In March of this year, many of us watched in horror a nationally broadcast videotape of 5-year-old Ja’eisha Scott being handcuffed by police officers and tearfully taken away for throwing a temper tantrum at school. Far from being an anomaly, Ja’eisha, a kindergartener at Fairmount Park Elementary School in St. Petersburg, was yet another casualty of Florida’s policy of criminalizing children for an overly broad range of conduct at school.

Throughout Florida, children are being arrested and funneled into the criminal justice system for minor incidents at school. The entry of law enforcement into schools is visible at every turn: police officers, metal detectors, tasers, canines, drug sweeps, SWAT teams, biometric hand readers and surveillance cameras are as common as books in our schools today. Though many of these measures are implemented in the name of school safety, the reality is that a large number of the incidents now handled by police and a trip to jail are minor age appropriate behavior that could be — and were once — handled by a trip to the principal’s office or a call home to a parent. While a safe school environment is a necessity, many concerns about school safety are often misplaced.

Heavy media coverage of the rare instances of school violence has played into the public’s worst fears and prompted a law-and-order approach to dealing with children of all ages. But between 1992 and 2002, nationwide violent crimes at schools against students ages 12 to18 dropped by 50 percent. In addition, between 1994 and 2002, the youth arrest rate for violent crimes declined 47 percent nationally.

Just as schools are turning to law enforcement to remove “problem” students from the school environment, so too have schools increasingly utilized internal discipline methods that focus on isolation and removal. The use of suspensions and expulsions has reached staggering levels. Statewide, over 15 percent of Florida’s public school students were suspended during the 2003-2004 school year. In some school districts, the numbers are even more damning. In Pinellas County, for example, 1 in every 5.8 students received an out-of-school suspension during the same school year.

The harm posed by these policies cannot be overstated. Suspensions and expulsions take children away from their education and thrust them out into a world that they are ill prepared to navigate. Since many parents cannot take time off from work to stay home with their children, suspensions and expulsions actually lead to an increase in juvenile crime as these children spend their time unsupervised and hanging out with other children who are out of school.

Moreover, removing a child from school does nothing to address underlying causes of behavioral problems. Ironically, schools often turn to suspensions or arrest because they are not given the resources — experienced guidance counselors, after-school programs, and early intervention programs, to name just a few — to deal with the resulting behavioral issues in any other ways. Lest we are willing to sacrifice an entire generation of children to a life of crime and marginalization, we must find a way out of this vicious cycle.

In October, the Florida branches of the NAACP, Advancement Project and the NAACP Legal Defense Fund conducted public hearings throughout Florida to ignite a dialogue on the over-reliance on law enforcement and harsh disciplinary tactics by schools, and to encourage efforts toward reform. Students, parents, school staff, law enforcement, city and state officials, and community members were invited to participate.

The inappropriate mistreatment of Ja’eisha Scott is another painful wake-up call to the priorities and policies that have gone disastrously astray. Five-year-olds are not criminals. Schools need to handle the trivial, provide counseling to those who need it, coach youth in changed behaviors and only remove students from schools as a last resort. Our children need our help, not handcuffs.

Judith Browne is co-director of Advancement Project. Olga Akselrod is assistant counsel at the NAACP Legal Defense and Educational Fund, Inc. This article is reprinted with permission from www.advancementproject.org.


## WHAT YOU WILL DO
Look for the word "Email" in the records, and copy each line where it appears.

------------------------

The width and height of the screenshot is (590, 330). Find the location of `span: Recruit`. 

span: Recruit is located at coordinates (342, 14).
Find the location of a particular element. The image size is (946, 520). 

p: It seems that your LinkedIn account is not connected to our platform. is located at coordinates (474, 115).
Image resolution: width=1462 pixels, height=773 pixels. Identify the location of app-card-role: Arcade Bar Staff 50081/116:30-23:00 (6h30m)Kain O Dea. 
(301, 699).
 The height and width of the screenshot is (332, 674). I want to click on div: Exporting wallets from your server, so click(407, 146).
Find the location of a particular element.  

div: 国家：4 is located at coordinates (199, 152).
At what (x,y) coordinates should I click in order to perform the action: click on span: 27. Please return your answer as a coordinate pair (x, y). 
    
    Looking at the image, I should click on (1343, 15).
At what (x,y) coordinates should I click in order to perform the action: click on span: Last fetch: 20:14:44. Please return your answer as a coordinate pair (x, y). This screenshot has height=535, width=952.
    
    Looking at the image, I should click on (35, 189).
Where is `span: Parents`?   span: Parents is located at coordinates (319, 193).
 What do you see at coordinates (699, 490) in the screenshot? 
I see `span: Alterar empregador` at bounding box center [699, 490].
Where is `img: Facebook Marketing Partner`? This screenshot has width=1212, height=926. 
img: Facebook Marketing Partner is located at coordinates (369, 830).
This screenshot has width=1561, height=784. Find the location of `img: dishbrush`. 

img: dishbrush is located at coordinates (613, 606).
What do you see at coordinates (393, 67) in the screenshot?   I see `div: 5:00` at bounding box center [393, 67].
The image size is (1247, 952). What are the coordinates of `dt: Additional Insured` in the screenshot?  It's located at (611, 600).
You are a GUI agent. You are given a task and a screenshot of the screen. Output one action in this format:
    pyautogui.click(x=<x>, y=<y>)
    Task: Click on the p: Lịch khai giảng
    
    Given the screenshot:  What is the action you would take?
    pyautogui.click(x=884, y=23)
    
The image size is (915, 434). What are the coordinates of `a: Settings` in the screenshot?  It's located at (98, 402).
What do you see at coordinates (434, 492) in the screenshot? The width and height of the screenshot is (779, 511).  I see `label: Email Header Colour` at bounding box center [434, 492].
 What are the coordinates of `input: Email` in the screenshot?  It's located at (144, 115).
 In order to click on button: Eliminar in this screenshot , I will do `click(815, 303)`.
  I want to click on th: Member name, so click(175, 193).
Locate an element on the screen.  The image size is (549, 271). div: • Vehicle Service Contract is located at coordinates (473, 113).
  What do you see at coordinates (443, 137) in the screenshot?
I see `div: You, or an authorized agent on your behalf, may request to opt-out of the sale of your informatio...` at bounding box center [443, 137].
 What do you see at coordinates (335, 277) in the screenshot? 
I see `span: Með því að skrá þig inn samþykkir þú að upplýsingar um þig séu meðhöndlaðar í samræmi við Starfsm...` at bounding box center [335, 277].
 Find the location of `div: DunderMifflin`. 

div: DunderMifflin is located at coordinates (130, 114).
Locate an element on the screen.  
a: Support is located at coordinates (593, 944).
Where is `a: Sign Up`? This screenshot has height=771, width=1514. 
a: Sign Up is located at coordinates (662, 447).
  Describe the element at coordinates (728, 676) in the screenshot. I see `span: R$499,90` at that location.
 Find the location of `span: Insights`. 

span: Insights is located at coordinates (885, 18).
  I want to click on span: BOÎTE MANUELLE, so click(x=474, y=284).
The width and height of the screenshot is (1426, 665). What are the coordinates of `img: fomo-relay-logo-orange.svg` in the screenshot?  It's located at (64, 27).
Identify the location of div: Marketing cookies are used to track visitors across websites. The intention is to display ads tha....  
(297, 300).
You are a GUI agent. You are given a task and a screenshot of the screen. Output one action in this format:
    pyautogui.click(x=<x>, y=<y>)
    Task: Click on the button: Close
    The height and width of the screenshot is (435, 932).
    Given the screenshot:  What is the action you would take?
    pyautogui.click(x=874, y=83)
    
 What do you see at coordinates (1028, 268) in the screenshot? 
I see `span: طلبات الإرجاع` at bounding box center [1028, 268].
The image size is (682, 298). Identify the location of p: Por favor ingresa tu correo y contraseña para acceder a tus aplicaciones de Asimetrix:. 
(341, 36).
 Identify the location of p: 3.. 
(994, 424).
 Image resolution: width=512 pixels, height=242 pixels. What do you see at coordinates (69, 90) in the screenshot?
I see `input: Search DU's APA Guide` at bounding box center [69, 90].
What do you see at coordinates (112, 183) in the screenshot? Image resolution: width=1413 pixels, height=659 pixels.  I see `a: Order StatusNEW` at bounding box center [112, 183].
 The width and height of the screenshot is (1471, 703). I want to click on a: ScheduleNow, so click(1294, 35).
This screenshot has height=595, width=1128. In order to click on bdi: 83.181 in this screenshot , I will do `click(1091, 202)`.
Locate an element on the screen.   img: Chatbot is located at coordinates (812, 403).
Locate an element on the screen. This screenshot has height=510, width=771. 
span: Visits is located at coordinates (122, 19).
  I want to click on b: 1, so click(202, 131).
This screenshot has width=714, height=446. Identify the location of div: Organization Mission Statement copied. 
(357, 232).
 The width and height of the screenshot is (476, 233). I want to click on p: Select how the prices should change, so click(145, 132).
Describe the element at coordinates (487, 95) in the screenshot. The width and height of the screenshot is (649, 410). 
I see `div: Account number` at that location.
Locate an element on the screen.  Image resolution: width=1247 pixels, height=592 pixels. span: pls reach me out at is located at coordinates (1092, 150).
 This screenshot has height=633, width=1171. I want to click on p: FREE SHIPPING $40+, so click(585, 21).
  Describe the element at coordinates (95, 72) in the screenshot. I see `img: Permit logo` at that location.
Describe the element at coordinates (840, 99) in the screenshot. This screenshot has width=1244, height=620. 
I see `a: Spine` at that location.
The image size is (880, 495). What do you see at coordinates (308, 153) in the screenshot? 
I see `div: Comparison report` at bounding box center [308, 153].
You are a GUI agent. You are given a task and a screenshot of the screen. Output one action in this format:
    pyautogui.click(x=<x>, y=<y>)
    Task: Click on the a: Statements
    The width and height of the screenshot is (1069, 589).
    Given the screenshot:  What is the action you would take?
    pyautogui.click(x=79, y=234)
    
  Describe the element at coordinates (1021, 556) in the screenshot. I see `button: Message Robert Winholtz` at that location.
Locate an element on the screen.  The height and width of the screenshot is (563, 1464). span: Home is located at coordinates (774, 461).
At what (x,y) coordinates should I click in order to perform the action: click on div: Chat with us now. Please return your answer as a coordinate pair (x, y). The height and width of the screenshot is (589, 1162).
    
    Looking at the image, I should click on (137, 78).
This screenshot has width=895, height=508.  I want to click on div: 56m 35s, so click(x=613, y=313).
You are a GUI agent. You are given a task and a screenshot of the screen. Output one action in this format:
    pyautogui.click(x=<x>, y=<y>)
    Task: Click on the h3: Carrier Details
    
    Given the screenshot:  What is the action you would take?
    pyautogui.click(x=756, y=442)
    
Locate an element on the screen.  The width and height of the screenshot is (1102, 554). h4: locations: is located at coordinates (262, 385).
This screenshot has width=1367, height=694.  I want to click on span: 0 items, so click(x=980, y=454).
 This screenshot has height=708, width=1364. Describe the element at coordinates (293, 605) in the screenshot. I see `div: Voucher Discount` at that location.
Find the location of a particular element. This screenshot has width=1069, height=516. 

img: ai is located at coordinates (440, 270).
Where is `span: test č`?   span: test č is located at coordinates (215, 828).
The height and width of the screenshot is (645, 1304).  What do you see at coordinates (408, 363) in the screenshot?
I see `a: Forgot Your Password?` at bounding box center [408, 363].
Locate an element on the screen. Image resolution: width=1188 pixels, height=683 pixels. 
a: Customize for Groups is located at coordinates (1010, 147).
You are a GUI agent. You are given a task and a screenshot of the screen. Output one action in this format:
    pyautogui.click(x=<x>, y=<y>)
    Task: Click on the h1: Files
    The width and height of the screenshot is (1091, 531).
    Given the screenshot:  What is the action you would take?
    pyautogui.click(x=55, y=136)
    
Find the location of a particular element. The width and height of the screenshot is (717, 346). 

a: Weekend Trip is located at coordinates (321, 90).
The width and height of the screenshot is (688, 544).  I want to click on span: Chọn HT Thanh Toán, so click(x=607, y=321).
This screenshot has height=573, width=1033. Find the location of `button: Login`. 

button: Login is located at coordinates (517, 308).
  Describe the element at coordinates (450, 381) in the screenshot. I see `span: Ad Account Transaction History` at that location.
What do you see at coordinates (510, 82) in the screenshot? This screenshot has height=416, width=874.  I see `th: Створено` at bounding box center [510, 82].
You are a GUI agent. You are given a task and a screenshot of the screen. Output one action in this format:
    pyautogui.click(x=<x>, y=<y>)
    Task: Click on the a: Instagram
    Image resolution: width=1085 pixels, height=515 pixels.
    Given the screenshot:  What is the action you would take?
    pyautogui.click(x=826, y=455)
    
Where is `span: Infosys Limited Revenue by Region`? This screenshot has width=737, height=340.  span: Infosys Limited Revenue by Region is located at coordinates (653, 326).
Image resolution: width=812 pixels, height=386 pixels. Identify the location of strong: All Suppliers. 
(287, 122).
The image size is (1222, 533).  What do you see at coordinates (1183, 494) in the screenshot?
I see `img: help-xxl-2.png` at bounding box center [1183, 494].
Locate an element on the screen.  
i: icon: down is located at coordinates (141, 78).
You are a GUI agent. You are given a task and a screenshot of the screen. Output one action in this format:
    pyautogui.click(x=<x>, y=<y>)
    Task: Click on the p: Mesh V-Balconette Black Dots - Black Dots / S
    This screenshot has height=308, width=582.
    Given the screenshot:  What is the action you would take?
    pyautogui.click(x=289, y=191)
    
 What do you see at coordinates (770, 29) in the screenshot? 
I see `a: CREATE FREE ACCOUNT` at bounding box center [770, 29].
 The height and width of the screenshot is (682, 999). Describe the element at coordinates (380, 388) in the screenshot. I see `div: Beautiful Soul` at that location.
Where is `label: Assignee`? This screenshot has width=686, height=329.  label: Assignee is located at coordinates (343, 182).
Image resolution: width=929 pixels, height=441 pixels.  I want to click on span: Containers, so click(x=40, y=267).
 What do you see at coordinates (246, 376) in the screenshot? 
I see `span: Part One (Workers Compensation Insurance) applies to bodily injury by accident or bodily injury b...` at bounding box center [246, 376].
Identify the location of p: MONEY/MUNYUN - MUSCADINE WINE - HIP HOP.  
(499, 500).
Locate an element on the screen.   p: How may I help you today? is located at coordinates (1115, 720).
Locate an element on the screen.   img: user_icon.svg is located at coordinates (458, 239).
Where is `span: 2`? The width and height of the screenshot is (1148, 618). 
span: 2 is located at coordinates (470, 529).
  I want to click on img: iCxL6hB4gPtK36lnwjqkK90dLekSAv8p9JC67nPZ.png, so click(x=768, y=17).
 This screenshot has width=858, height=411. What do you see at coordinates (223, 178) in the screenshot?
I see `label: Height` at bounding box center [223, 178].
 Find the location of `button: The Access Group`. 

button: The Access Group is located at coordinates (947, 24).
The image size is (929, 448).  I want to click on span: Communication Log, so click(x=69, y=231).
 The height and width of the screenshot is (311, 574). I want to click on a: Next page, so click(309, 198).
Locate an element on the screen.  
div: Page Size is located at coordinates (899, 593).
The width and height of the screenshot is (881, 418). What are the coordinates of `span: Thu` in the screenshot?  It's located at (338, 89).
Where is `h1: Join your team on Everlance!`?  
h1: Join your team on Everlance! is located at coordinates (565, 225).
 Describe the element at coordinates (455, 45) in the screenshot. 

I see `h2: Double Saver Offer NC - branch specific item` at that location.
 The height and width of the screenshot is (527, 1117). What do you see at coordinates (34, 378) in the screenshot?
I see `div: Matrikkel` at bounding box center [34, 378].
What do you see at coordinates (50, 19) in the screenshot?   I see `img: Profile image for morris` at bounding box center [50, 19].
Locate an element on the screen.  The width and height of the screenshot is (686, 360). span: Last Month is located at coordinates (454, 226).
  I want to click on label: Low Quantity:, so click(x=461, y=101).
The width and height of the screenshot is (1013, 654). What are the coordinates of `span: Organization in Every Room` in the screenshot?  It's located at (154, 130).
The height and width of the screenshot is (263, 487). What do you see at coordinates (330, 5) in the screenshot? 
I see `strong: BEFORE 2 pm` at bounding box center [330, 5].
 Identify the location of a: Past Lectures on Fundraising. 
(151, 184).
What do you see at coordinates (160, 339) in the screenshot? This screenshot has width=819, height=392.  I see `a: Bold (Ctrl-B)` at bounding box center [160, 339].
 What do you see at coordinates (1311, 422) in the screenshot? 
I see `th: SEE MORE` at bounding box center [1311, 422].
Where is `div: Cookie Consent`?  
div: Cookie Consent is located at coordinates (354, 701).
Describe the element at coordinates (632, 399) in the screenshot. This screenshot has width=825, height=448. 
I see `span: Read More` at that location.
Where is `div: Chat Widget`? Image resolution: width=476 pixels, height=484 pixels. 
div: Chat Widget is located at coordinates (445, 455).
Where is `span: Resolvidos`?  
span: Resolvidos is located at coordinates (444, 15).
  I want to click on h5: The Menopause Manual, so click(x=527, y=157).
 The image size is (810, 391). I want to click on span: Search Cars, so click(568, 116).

------------------------

## EXPECTED OUTPUT
What do you see at coordinates (434, 492) in the screenshot? The width and height of the screenshot is (779, 511).  I see `label: Email Header Colour` at bounding box center [434, 492].
 What are the coordinates of `input: Email` in the screenshot?  It's located at (144, 115).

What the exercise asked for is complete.